Undone is a series about schizophrenia. It treats this topic without holding any of its characters at arm's length. We are (nearly) always able to understand why each character's actions make complete sense to them, with the deep understanding that is almost the same as feeling.
(Spoilers beyond this point)
Lots of good fiction does this, but to accomplish it when one of your characters believes she can travel through time to save her dead father, and the others justifiably think she's crazy, is impressive. I'm not sure I've ever seen fiction about delusional mental illness that was so sympathetic to both sides.
How does the show do it? Undone is mostly seen through the eyes of its protagonist, Alma, a disaffected 28-year-old daycare worker. She and her goofy, laid-back boyfriend Sam have a loose alliance against the world as she sees it. She is angry about capitalism, angry about the subjugation of indigenous peoples. The world also includes her mother and her sister, who are traditional Catholics. Her sister is getting married soon. Alma feels choked by the easy routine her life has settled into, worried, after an offhand comment, that Sam wants to settle down, become just like other couples. She feels the presence of her dead father, memorialized in the first part of "Winograd-Diaz", the name that she and her sister share. He was a professor, a tall eccentric dad-presence, maker of weird impromptu rhymes and jokes, who died in an accident when she was young. She feels like something is missing.

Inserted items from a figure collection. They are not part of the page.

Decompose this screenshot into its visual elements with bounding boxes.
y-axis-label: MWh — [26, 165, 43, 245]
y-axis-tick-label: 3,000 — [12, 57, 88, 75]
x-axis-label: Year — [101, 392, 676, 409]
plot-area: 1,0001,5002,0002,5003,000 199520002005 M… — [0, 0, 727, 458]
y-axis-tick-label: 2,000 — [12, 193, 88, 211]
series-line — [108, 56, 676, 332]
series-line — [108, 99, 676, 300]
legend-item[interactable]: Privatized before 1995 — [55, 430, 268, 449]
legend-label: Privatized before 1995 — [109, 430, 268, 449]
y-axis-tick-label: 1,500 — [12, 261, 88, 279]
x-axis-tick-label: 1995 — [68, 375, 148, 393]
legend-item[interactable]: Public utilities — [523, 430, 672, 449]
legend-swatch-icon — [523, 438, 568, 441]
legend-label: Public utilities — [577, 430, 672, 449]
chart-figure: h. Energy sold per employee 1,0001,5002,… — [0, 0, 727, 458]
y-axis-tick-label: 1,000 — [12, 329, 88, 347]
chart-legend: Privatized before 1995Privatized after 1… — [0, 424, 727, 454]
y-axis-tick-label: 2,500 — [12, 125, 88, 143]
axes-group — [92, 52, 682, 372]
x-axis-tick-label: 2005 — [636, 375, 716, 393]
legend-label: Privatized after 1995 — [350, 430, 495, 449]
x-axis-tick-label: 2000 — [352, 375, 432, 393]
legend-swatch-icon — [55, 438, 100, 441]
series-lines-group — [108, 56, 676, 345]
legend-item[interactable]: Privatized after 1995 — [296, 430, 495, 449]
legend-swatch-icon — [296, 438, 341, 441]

Alma is having a bad day, driving too fast, and out the car window sees the ghost of her father by a stop sign. Distracted, she crashes the car and wakes up in the hospital. Something that surprised me about the show here is just how much of it is dream sequence. An entire episode is spent inside Alma's perception of reality as she lies upon the hospital bed, as time goes backwards and forwards and she is led through the hallways by her father, trapped by sheets descending from the ceiling. Then she'll be back in bed having a normal conversation with her sister for a minute, but after that the altered world again, and so on, going in and out like a tide.
Lots of fiction has "dream sequences" — events only the protagonist can experience, where the scenery becomes rife with symbolism, where the world foregoes its normal rules and gives itself over to the chains of association that occur in our dreams. Star Wars, for example, has that scene where Luke battles Darth Vader in the cave, and cuts off Darth's head to reveal it is his own. But that's the only such sequence in Star Wars, it occurs in a specific location (Dagobah) and it clearly corresponds to a real event which occurs later (the actual battle between them.) In Undone, the dream sequences occur very frequently, almost as often as "reality" in some episodes, and they look backward to previous events, not forward to serve as prophecies.
I think it's crucial that they occur so often — and consequently, that we spend so much of the show inside Alma's head. When we're watching a show and we know a character is delusional, we apply a discount to their experiences. That's what it means to know something is a delusion. We intuitively give more weight to experiences that we think correspond to reality, because we're trying to figure out reality. This makes a lot of sense and isn't bad. But since when Undone holds us strictly to Alma's point of view for an episode or so, we become starved for "reality" and eventually just have to accept what we're given. This is reality. We feel distress at having to accept that; Alma feels that distress too.
Multiple other features of the show contribute to a feeling of being "locked into" Alma's experience. The fact that most scenes are from her perspective or involve her — e.g. we don't see Tunde calling Sam to say he's worried about Alma's work behavior, we see Alma walking over to the living room to encounter Sam, who lets slip that this has happened. When Alma takes off her hearing aid, the whole show's sound is reduced to a murky underwater mumble. I remember when Alma locks herself in the bathroom while Sam is apologizing through the door at her; exhausted by him, she simply takes out her hearing aid and neither her nor the viewer can hear what he's saying anymore.
So in order to make all its characters equally sympathetic, the show has to be unequal in it distribution of time, favoring Alma. But I think another key to the show's success is Sam. Sam is a pure being. If Alma lived alone and only her mother and sister were trying to support her, the lines would be drawn too easily: nontraditional lifestyle, goofy sarcasm, and schizophrenia would face off against marriage, repressed emotions, and taking your pills so we can be a normal family. Sam is so clearly not like Alma's mother or sister, and so clearly just loves her for who she is and wants her to be happy, that he lends credence to the whole world that isn't in Alma's head. He makes us see "you have a mental illness, please see a doctor" something that can be said out of genuine concern, without mixing in scorn or fear. He is also a strong, likeable character in his own right — "the Sam show" would be pretty different than Undone, but I'd want to watch it.
Closing thoughts: The show is animated in a unique way (it's rotoscoped, so recordings of the actors in scenes are drawn over to produce the frames), and I feel the need to comment on that, but I can't think of any ways that my experience of the show would have differed had it been live action. I suppose the borders between "reality" and "not reality" may have been more obvious with conventional special effects. The show is also not perfect: I felt it erred in its treatment of Reed and his family, who are treated as plot or comic relief and don't get the kind of humanization the show gives to the rest of its characters.